Allison has for three decades been a leading analyst of U.S. national security and defense policy with a special interest in terrorism. He was an assistant secretary of defense in the first Clinton Administration.
As director of BCSIA, Dr. Allison has assembled a team of more than two dozen leading scholars and practitioners of national security to analyze terrorism in its multiple dimensions.
Contributions
Teetering on the brink of a nuclear dark age ASK THIS | October 16, 2006 Harvard Professor Graham Allison writes that North Korea's provocation reveals the face of 21st century nuclear danger: The terrible threat of nuclear terrorism. Is the U.S. government prepared to meet this enormous challenge?
What good could possibly come from the Petersburg summit? ASK THIS | July 08, 2006 National security expert Graham Allison writes that success in preventing nuclear terrorism and stopping Iran from acquiring a bomb requires deep, sustained cooperation with Russia – and the upcoming G-8 summit offers an opportunity to engage Russia to advance our most vital interests.
Is nuclear terrorism the ultimate preventable catastrophe? ASK THIS | September 07, 2004 National security expert Graham Allison writes that when it comes to preventing nuclear terrorism, the press should be asking what, if anything,has the Bush administration accomplished — and what needs to be done.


EXERCISE GOAL
For this listing, the lines between the one holding "The height and" and the one holding "Describe the element at coordinates (60, 381)", inclusive, must be set down exactly.

DATASET CONTENT
--

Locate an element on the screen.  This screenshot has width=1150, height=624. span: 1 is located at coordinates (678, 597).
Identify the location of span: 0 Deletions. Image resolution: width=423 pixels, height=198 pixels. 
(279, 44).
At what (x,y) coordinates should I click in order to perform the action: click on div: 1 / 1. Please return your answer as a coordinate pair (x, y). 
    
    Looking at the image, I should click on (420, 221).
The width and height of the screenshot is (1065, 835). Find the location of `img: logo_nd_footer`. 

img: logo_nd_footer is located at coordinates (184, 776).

--

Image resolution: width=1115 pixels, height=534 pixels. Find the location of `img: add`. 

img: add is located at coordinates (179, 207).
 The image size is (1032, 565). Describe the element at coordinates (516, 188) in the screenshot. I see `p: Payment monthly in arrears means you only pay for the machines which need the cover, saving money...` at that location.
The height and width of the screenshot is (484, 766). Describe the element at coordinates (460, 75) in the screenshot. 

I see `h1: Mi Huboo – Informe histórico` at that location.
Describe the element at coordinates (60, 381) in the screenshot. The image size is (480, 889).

--

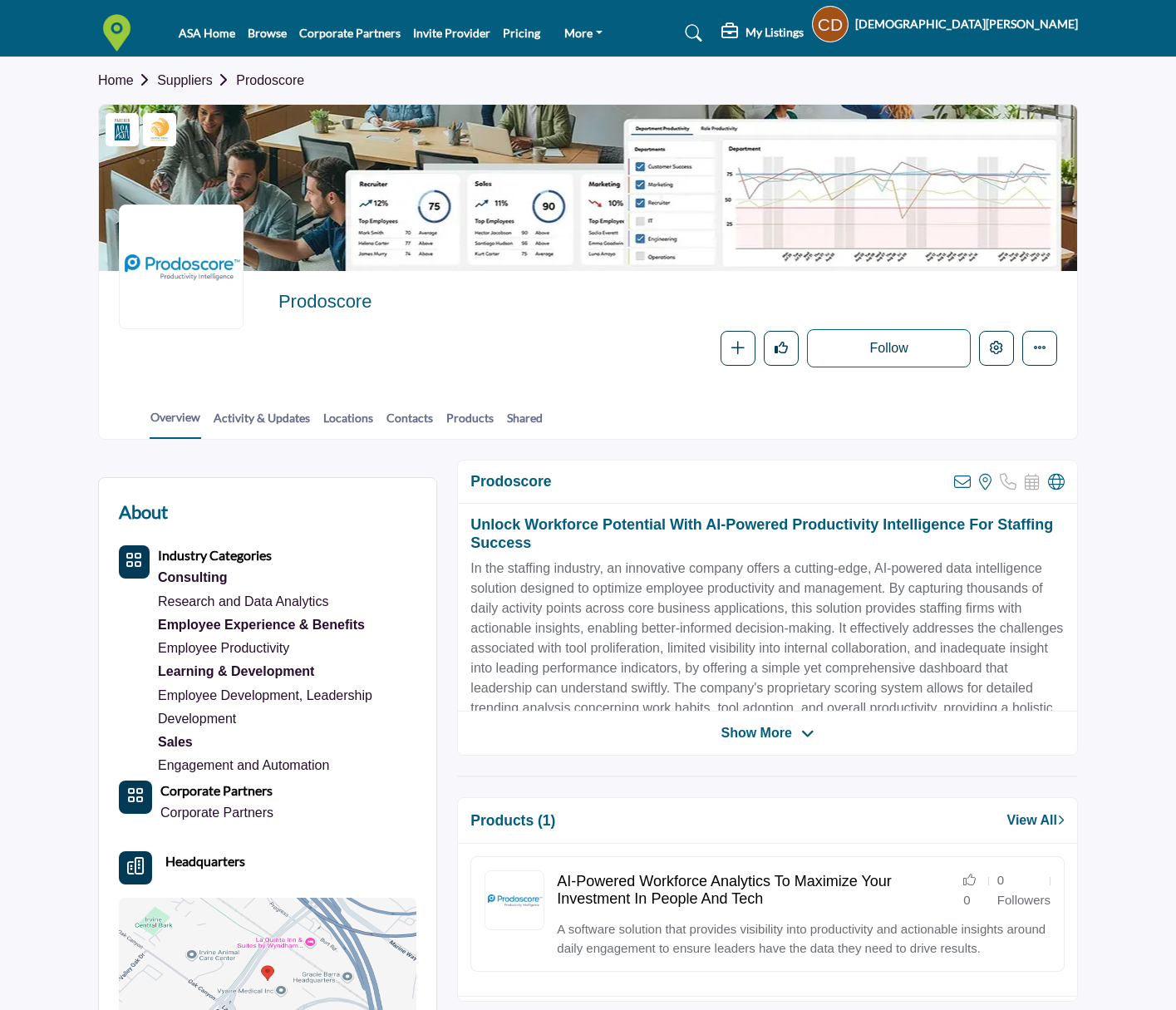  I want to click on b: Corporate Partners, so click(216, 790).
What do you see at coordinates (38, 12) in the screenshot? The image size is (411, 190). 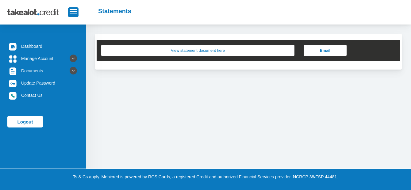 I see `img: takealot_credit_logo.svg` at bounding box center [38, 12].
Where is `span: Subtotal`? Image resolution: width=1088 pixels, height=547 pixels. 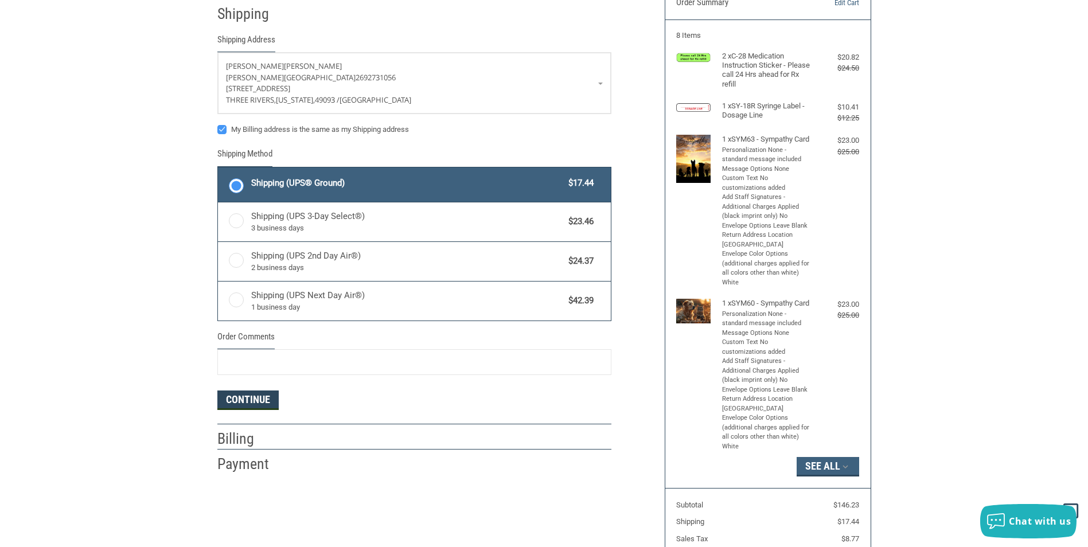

--

WRITTEN ANSWER
The height and width of the screenshot is (484, 766). Describe the element at coordinates (460, 75) in the screenshot. 

I see `h1: Mi Huboo – Informe histórico` at that location.
Describe the element at coordinates (60, 381) in the screenshot. The image size is (480, 889).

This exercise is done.